**WORK REQUEST:** Begin at the line below that has "Describe the element at coordinates (637, 55)" and stop after the line that has "The height and width of the screenshot is (508, 812).". Please restate only those lines, word for word.

**EXERCISE DATA:**
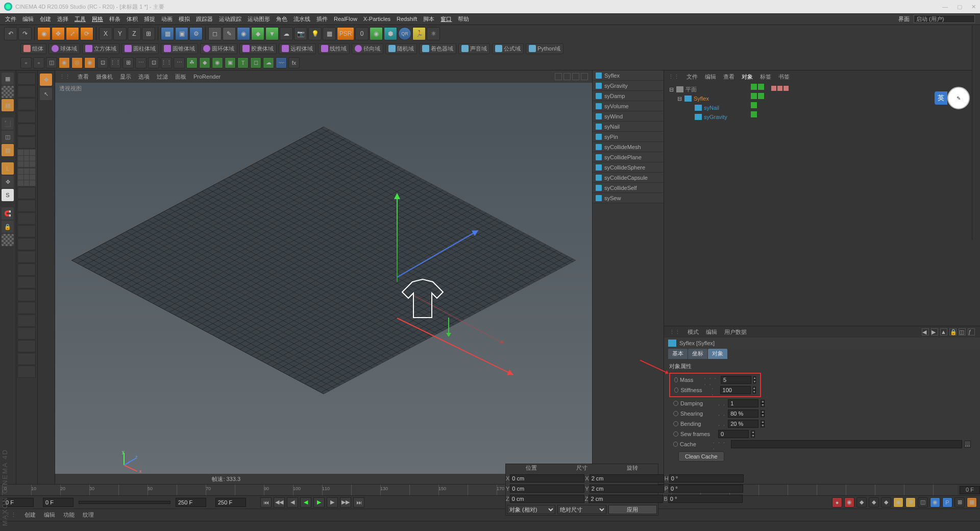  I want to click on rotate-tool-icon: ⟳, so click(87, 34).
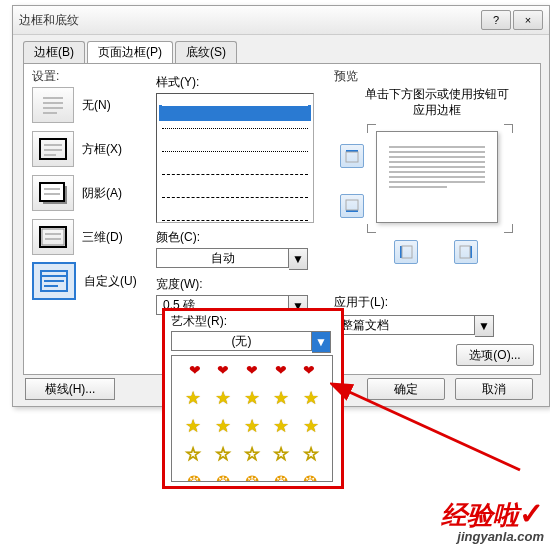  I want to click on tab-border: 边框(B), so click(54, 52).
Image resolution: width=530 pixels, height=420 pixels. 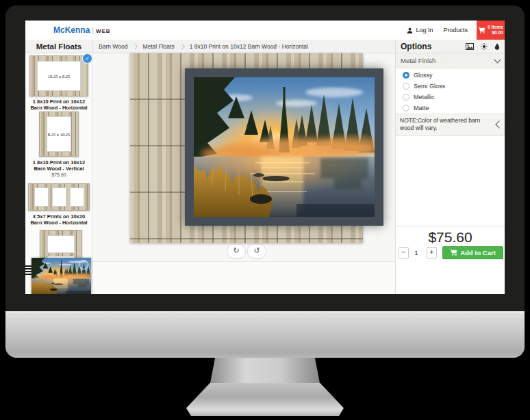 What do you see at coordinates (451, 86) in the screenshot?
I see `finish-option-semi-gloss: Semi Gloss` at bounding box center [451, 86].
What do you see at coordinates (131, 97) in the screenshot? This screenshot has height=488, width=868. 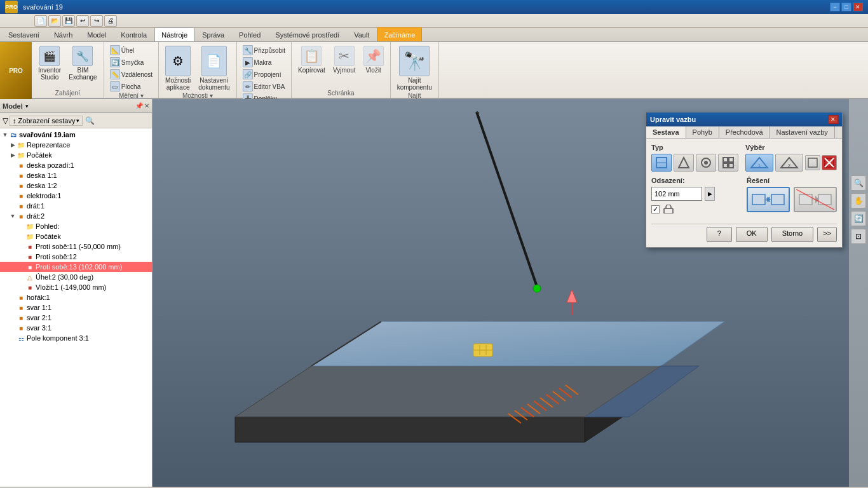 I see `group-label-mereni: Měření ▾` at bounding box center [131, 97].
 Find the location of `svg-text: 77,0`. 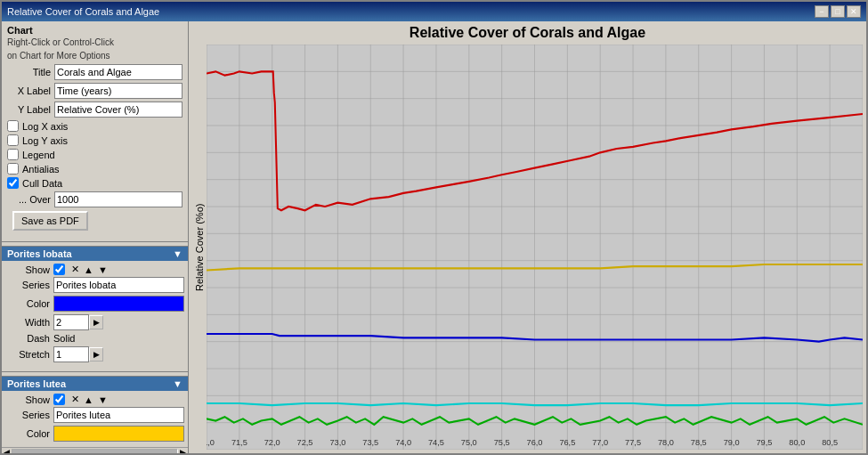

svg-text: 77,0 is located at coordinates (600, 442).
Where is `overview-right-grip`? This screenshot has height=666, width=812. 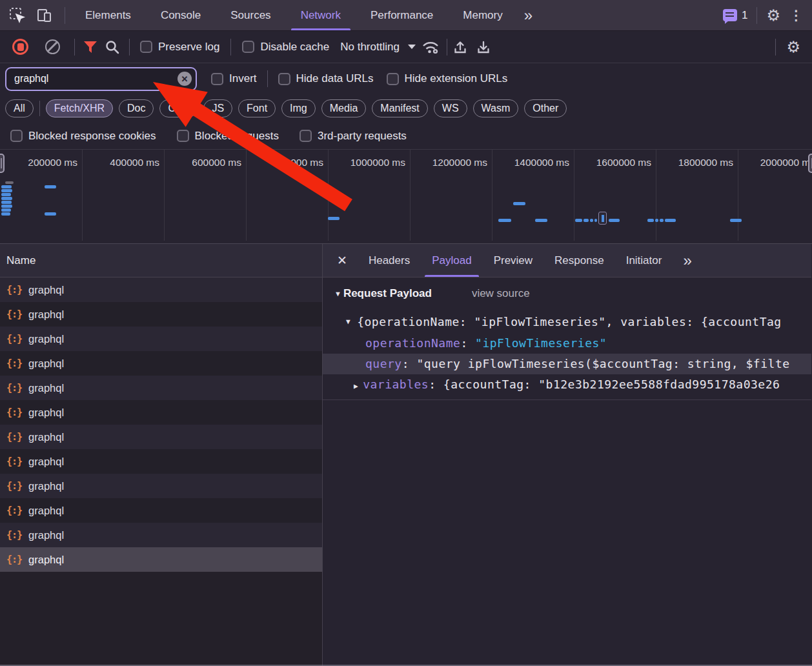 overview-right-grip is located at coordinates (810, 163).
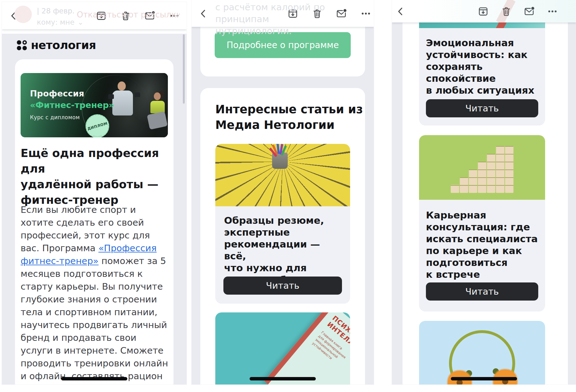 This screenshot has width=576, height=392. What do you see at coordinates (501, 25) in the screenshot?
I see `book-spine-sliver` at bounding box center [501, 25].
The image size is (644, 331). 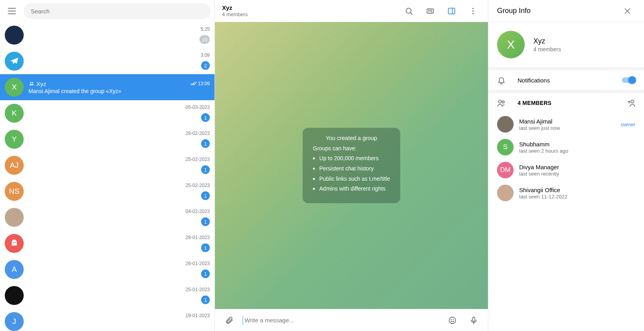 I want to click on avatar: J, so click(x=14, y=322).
--
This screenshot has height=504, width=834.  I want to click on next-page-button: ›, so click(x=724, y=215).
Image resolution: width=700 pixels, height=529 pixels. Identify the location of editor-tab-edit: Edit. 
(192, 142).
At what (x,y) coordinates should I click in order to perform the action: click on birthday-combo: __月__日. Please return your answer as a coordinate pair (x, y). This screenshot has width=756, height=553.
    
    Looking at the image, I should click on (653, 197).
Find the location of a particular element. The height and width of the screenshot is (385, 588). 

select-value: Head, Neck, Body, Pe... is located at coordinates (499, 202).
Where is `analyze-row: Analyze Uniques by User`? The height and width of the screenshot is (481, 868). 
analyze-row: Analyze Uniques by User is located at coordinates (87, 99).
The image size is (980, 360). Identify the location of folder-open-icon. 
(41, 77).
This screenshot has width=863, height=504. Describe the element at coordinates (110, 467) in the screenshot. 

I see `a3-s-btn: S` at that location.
...
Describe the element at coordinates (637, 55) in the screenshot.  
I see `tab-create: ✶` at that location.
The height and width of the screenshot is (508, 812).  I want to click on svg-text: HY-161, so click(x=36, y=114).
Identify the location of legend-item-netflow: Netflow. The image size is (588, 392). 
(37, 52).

**OUTPUT BELOW:**
Describe the element at coordinates (637, 55) in the screenshot.  
I see `tab-create: ✶` at that location.
The height and width of the screenshot is (508, 812).  I want to click on svg-text: HY-161, so click(x=36, y=114).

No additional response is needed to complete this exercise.